At night, Lopez said he could clean up a little bit but was basically "living in that hole, just like a hog." Four or five days later, his commander gave orders to move out.

Lopez says he was stricken a couple of days later with a form of malaria. He received medical treatment and was sent back the next day to the frontlines.

"I was sick all the time," he said. "But you couldn't say you were sick because they needed you."

Lopez credits President Harry S. Truman with ending the war and saving his life by ordering the atomic bomb attacks on Hiroshima and Nagasaki.

In written comments to the project after the interview, Lopez explained that the Americans and Japanese continued fighting after the bombing.

"The Japanese did not surrender until around 2 in the afternoon August the 14th, 1945," he said. "By that time we have fought to the end. On the 14th day of August, we were still fighting in the front lines, when we heard radios and sirens telling us to cease fire -- that the war had ended. I remember a bunch of us guys embraced and threw our helmets up in the air "Thank God!" and sang and cried.

"Our mission is finished," he wrote. "We're coming home."

In January of 1946, Lopez flew to Tokyo from the Japanese island of Hokaido, where he joined soldiers from New Mexico, Texas and Arizona aboard a ship headed to the United States mainland.

"You should have seen these guys when we landed," he recalled about their return to the U.S mainland. "They opened the big gates on the ship and they ran out, got down on their bellies and just started kissing the ground like it was the sweetest thing in the world."

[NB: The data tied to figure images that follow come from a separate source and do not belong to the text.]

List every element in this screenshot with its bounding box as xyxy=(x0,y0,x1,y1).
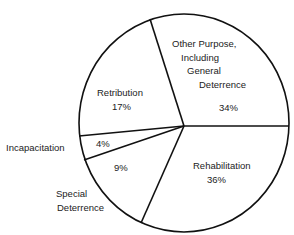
label-rehabilitation-pct: 36% xyxy=(207,173,226,186)
pie-chart xyxy=(0,0,294,235)
label-special-line1: Special xyxy=(56,187,87,200)
label-other-line3: General xyxy=(187,64,221,77)
label-incapacitation: Incapacitation xyxy=(6,141,65,154)
label-other-pct: 34% xyxy=(219,101,238,114)
label-other-line1: Other Purpose, xyxy=(172,37,236,50)
label-retribution: Retribution xyxy=(97,86,143,99)
label-special-line2: Deterrence xyxy=(57,201,104,214)
label-rehabilitation: Rehabilitation xyxy=(193,159,251,172)
label-incapacitation-pct: 4% xyxy=(96,137,110,150)
label-other-line4: Deterrence xyxy=(199,78,246,91)
label-retribution-pct: 17% xyxy=(112,100,131,113)
label-other-line2: Including xyxy=(181,51,219,64)
label-special-pct: 9% xyxy=(114,161,128,174)
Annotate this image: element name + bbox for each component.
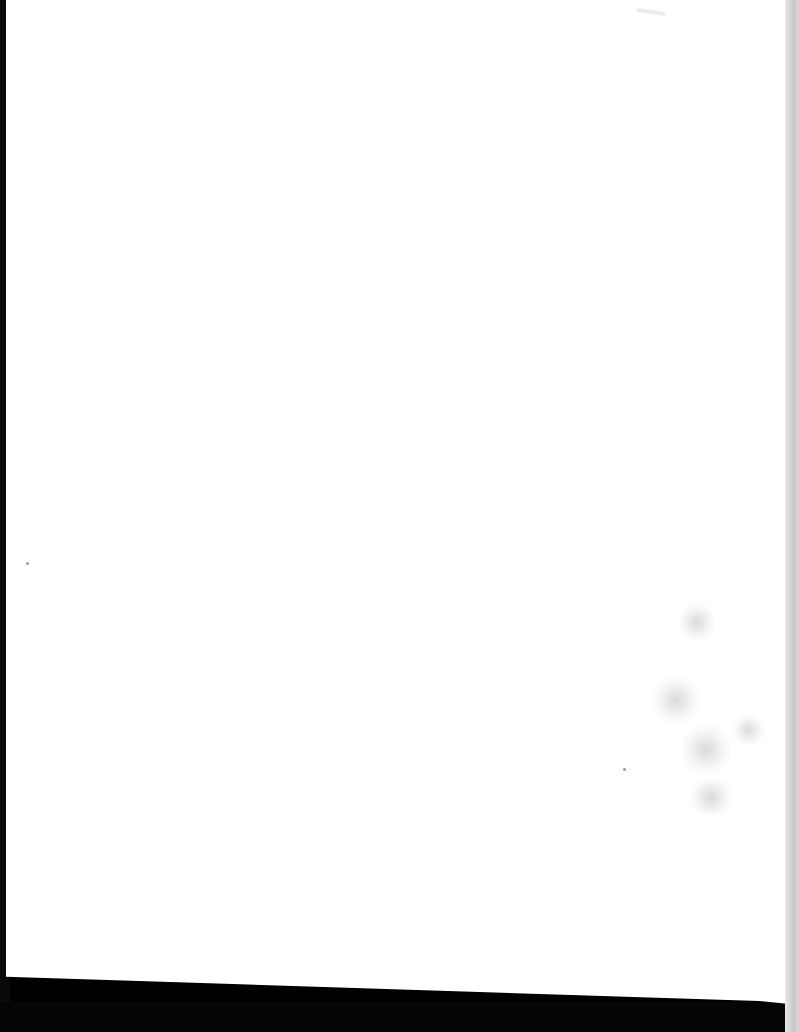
scan-noise	[681, 722, 731, 777]
scan-edge-right	[785, 0, 799, 1032]
scan-noise	[731, 715, 766, 745]
scan-noise	[686, 780, 736, 815]
scan-noise	[651, 675, 701, 725]
scan-border-bottom	[0, 1002, 799, 1032]
blank-scanned-page	[6, 0, 799, 1005]
scan-speck	[26, 562, 29, 565]
faint-mark	[636, 8, 666, 16]
scan-speck	[623, 768, 626, 771]
scan-noise	[680, 600, 714, 644]
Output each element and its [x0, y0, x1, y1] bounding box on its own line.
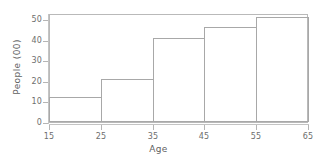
histogram-bar: [101, 79, 154, 122]
x-axis-tick-label: 45: [192, 132, 216, 141]
x-axis-tick-label: 15: [37, 132, 61, 141]
x-axis-title: Age: [0, 144, 317, 154]
y-axis-tick-label: 30: [16, 57, 42, 65]
x-axis-tick-label: 65: [296, 132, 317, 141]
y-axis-tick: [43, 123, 48, 124]
y-axis-tick-label: 20: [16, 78, 42, 86]
y-axis-tick-label: 10: [16, 98, 42, 106]
x-axis-tick: [204, 125, 205, 130]
y-axis-tick: [43, 102, 48, 103]
x-axis-tick: [308, 125, 309, 130]
histogram-bar: [153, 38, 206, 122]
histogram-bar: [49, 97, 102, 122]
x-axis-tick-label: 25: [89, 132, 113, 141]
y-axis-tick: [43, 20, 48, 21]
x-axis-tick: [256, 125, 257, 130]
y-axis-tick: [43, 41, 48, 42]
x-axis-tick: [153, 125, 154, 130]
x-axis-tick-label: 35: [141, 132, 165, 141]
x-axis-line: [49, 124, 309, 125]
y-axis-tick: [43, 61, 48, 62]
y-axis-tick-label: 50: [16, 16, 42, 24]
y-axis-tick-label: 0: [16, 119, 42, 127]
histogram-bar: [204, 27, 257, 122]
x-axis-tick: [101, 125, 102, 130]
y-axis-tick-label: 40: [16, 37, 42, 45]
x-axis-tick-label: 55: [244, 132, 268, 141]
y-axis-tick: [43, 82, 48, 83]
x-axis-tick: [49, 125, 50, 130]
histogram-figure: People (00) 01020304050 Age 152535455565: [0, 0, 317, 161]
plot-area: [49, 14, 308, 123]
histogram-bar: [256, 17, 309, 122]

When he returned home, Lopez resumed ranching until the early 1950s, when a drought forced him to sell much of his cattle. He eventually became an electrician in uranium mines in New Mexico. He retired after 20 years, in 1984.

These days, Lopez says he needs to stay busy. He has set up a shop in his house to do woodwork and often does electrical work in town -- anything to keep his mind occupied.

"If I stay in the house or I'm just not doing anything, I'm thinking about what happened to me on the frontlines when I was in the service, and I don't like that," he said.

Lopez says the war taught him how to make a better life for himself.

"Before, we thought there was no other world than the one we were living in, in our small towns," he said. "Now, I know, there is no better country than the U.S. When I was on the front lines, we were all fighting for the American flag."

Mr. Lopez was interviewed in Albuquerque, New Mexico, on November 12, 2002, by Brian Lucero.